Connect via MCP (Model Context Protocol)

Give your MCP-compatible agent — Claude Code, Cursor, Goose, or any other — access to ThreatRecall's memory layer. One npm package, one config file, done.

Time: ~5 minutes
Works with: Claude Code, Cursor, Goose, any MCP client
Package: @threatrecall/mcp-server

What you'll need

  • Node.js 18 or later installed
  • A ThreatRecall workspace with an API key
  • An MCP-compatible agent (Claude Code, Cursor, or similar)
Don't have an API key yet? Sign in to your ThreatRecall dashboard and go to Settings → API Keys to create one.

Step-by-step setup

Step 1
Install the MCP server package

Open your terminal and install the ThreatRecall MCP server package.

Terminal
npm install -g @threatrecall/mcp-server
The package is now installed globally and the threatrecall-mcp command is available in your terminal.
Step 2
Create your MCP settings file

Create a settings file for your agent.
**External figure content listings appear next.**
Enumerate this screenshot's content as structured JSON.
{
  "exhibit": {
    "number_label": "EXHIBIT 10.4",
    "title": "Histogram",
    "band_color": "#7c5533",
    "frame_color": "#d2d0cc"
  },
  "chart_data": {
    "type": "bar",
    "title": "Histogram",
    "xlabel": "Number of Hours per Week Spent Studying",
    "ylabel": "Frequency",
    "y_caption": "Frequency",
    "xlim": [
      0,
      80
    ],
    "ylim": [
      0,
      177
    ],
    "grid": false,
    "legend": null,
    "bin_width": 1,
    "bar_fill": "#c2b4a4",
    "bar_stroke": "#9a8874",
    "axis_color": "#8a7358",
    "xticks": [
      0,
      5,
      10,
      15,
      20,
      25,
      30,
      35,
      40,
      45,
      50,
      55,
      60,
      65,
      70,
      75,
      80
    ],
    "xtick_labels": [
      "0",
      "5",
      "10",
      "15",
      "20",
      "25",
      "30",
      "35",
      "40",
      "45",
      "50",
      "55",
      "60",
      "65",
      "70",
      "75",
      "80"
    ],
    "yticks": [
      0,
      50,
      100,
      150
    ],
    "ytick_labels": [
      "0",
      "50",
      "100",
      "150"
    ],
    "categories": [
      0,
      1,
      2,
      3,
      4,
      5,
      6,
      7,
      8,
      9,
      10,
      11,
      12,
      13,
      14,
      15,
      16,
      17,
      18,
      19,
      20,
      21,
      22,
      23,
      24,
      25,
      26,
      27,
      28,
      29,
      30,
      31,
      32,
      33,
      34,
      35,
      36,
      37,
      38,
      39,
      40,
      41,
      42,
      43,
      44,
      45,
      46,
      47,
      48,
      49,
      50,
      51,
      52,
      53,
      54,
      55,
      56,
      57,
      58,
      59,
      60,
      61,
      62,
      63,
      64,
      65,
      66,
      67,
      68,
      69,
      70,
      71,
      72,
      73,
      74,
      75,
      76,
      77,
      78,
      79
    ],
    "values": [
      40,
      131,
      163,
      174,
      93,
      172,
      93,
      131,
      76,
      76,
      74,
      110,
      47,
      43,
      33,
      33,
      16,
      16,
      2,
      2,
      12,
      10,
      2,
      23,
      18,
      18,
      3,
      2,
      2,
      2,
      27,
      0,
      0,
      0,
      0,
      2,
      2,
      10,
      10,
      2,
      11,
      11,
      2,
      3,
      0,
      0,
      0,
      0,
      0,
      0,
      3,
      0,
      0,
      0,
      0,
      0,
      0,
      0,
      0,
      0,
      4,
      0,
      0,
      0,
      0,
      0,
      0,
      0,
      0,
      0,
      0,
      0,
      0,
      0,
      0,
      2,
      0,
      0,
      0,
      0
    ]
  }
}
The location depends on your tool:

File: ~/.config/claude/mcp.json (Claude Code)
{
  "mcpServers": {
    "threatrecall": {
      "command": "npx",
      "args": ["-y", "@threatrecall/mcp-server"],
      "env": {
        "THREATRECALL_API_KEY": "your_api_key_here",
        "THREATRECALL_WORKSPACE_URL": "https://app.threatrecall.ai"
      }
    }
  }
}
Your agent will now have access to ThreatRecall tools every time it starts. The config tells Claude Code where to find the MCP server and how to authenticate.
Cursor users: Add the same entry to ~/.cursor/mcp.json. For Goose, check the docs for ~/.config/goose/mcp.json — the format is identical.
Step 3
Restart your agent

Close and reopen Claude Code (or whichever agent you're using). It will discover the ThreatRecall MCP server on startup.

Terminal
# Restart Claude Code — the MCP server will be detected automatically
claude
Claude Code discovers the ThreatRecall MCP server and makes its tools available to the agent.
Step 4
Query ThreatRecall from your agent

Once running, your agent can use these tools directly. Try asking it something like this:

Claude Code prompt
Search ThreatRecall for any CVEs related to Log4Shell. Show me the affected actors and any associated IOCs.
The agent calls ThreatRecall's recall API, which searches your knowledge graph and returns matching entities with confidence scores and relationships.

Available MCP tools

Your agent gets these tools automatically:

Tool Description
threatrecall_recall Natural language search across your CTI knowledge base. Returns actors, CVEs, IOCs, TTPs with confidence scores.
threatrecall_get_node Look up a specific entity by ID or alias. Returns the node and all its outgoing edges.
threatrecall_query_graph Run a structured graph query: traverse relationships between nodes, filter by type.
threatrecall_add_node Create a new entity in your knowledge graph. Specify type, name, and optional metadata.
threatrecall_add_edge Add a relationship between two existing nodes. Specify relationship type and confidence.

Test your setup

Ask your agent to run this command to confirm everything is working:

Claude Code prompt
Use threatrecall_recall to find any entities related to "ransomware" and tell me how many results came back.
If you see a list of ransomware-related actors, TTPs, or campaigns from your workspace — your connection is working.

Troubleshooting

Problem: "MCP server not found" error
Fix: Make sure the mcpServers key in your JSON file is plural. Also try running npx -y @threatrecall/mcp-server --version to verify the package installed.
Problem: "Invalid API key" response
Fix: Go to Settings → API Keys in your dashboard and copy the key exactly — no extra spaces. If you regenerated it, update your mcp.json file.
Problem: Agent doesn't show any ThreatRecall tools
Fix: Restart the agent completely. Some tools only load on startup. Also check that your config file is in the correct location for your specific agent.